As well as adding a whole new level of understanding to what happens to our brains when we dream, the new study could potentially teach us how to shape our dreams – to help us achieve a particular goal, for example, or to treat one. particular mental health problem.
There’s a lot about sleep psychology that remains a mystery, including the rapid eye movement (REM) stage where dreams typically occur. Being able to get responses from sleepers in real time, rather than relying on reports afterwards, could be extremely helpful.
“We found that people in REM sleep can interact with an experimenter and communicate in real time,” says psychologist Ken Paller of Northwestern University. “We have also shown that dreamers are able to understand questions, engage in working memory operations, and generate answers.
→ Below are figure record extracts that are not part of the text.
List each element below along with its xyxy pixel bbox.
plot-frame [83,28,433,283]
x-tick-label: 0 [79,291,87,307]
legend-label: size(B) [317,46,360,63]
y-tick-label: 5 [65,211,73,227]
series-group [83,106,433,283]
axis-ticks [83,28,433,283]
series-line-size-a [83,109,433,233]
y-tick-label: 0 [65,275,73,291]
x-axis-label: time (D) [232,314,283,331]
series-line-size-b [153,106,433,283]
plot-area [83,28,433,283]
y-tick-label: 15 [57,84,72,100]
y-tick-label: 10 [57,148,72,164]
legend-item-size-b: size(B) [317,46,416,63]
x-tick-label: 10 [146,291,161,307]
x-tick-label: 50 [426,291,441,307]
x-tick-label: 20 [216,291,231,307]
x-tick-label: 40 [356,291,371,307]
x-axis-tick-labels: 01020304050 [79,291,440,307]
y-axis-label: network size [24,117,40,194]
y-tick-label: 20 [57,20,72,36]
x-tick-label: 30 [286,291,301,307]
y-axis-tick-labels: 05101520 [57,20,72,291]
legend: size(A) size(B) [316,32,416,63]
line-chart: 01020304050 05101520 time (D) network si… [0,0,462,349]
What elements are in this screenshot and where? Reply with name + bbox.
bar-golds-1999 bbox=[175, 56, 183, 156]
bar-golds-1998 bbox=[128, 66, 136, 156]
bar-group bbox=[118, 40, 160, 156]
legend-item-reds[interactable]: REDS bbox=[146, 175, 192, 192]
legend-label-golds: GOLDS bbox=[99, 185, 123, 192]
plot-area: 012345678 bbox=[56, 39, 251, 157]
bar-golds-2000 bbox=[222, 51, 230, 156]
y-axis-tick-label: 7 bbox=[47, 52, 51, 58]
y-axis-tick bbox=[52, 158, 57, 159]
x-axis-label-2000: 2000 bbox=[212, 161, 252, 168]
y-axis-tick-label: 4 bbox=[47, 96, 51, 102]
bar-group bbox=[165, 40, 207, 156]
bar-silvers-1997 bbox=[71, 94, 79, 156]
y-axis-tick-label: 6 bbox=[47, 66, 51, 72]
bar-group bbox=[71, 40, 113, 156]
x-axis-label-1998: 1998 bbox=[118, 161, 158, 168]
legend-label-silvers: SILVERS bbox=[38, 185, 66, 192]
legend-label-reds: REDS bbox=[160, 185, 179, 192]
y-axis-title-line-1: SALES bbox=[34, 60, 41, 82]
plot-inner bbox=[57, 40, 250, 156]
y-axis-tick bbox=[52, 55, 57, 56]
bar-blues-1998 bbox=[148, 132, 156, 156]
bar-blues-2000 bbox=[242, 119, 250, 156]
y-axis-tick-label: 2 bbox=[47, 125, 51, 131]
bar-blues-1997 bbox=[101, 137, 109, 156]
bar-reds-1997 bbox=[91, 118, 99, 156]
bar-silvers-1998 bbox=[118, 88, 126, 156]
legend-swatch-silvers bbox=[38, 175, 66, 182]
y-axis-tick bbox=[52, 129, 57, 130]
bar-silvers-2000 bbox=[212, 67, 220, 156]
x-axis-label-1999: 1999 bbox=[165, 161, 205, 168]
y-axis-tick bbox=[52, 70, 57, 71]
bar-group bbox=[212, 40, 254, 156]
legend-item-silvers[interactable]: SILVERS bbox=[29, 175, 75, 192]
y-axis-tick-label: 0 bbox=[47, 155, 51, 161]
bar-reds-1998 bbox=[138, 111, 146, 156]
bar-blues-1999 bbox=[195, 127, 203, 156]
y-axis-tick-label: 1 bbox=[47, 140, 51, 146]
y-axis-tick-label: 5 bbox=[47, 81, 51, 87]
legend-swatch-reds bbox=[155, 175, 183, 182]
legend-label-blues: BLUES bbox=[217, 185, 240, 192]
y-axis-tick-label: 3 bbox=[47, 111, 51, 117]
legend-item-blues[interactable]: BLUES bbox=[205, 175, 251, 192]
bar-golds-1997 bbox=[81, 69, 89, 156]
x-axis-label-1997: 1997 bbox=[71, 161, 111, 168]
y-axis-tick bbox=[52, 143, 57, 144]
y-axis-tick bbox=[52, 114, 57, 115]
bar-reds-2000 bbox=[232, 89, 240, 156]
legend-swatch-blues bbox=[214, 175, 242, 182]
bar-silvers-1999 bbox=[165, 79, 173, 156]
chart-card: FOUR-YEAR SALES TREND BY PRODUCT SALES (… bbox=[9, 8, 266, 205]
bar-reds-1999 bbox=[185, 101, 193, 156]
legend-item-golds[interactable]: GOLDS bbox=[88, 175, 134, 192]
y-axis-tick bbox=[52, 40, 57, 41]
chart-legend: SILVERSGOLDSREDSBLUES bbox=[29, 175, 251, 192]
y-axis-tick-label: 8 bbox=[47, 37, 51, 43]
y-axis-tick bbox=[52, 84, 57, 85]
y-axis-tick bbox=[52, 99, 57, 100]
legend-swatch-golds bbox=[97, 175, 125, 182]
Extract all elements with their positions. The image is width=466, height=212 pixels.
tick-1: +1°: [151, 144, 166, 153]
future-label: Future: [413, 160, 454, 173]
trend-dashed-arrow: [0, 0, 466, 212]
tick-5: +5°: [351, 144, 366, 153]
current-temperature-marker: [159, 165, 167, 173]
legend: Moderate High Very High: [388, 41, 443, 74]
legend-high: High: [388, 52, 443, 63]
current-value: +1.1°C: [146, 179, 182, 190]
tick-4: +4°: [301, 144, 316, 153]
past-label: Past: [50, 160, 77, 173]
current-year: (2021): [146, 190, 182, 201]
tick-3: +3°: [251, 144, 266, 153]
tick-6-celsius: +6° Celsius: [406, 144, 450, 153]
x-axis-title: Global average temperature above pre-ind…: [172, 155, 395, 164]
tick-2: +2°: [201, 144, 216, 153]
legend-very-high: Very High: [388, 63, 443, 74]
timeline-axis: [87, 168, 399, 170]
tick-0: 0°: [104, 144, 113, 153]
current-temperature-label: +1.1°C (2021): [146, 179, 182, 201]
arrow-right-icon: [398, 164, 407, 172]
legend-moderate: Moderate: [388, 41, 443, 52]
“Most people could predict that it wouldn’t be possible – that people would wake up when asked a question or not answer, and certainly wouldn’t understand a question without misinterpreting it.”
The researchers worked with 36 people in experiments in four different labs. One volunteer suffered from narcolepsy and frequently lucid dreaming, while the others varied in terms of lucid dreaming experience.
During the deepest stages of sleep, monitored by electroencephalogram (EEG) instruments, scientists interacted with study participants through spoken audio, flashing lights, and physical touch: the sleepers were asked to answer simple mathematical questions, to count flashes of light or physical contacts. , and to answer basic yes or no questions (like “can you speak Spanish?”).
The answers were given by eye movements or facial muscle movements agreed in advance. Out of 57 sleep sessions, at least one correct response to a query was observed in 47% of the sessions where lucid dreaming was confirmed by the participant.
Confirmation of lucid dreaming states was done blindly, with dormant responses requiring approval by multiple witnesses.
“We put the results together because we felt that the combination of results from four different labs using different approaches most convincingly testifies to the reality of this two-way communication phenomenon,” says neuroscientist Karen Konkoly of the University. Northwestern.
“In this way, we see that different means can be used to communicate.”
People involved in the study were usually woken up after a successful response to make them realize their dreams. In some cases, the external entrances were recalled as being on the outside or superimposed on the dream; in others, they went through something inside the dream (like a radio).
In the published study, researchers compare trying to communicate with lucid dreamers to trying to make contact with an astronaut in space, and it is the immediacy of the responses that makes this new approach so exciting.
The research could be useful in the future study of dreams, memory, and the importance of sleep in fixing memories. It might also prove to be helpful in treating sleep disorders, and later it might even give us a way to shape what we see in our dreams.
“These repeated observations of the interactive dream, documented by four groups of independent laboratories, demonstrate that the phenomenological and cognitive characteristics of the dream can be questioned in real time,” the researchers write in their article.
“This relatively unexplored channel of communication may allow a variety of practical applications and a new strategy for the empirical exploration of dreams.”
The research was published in Current biology.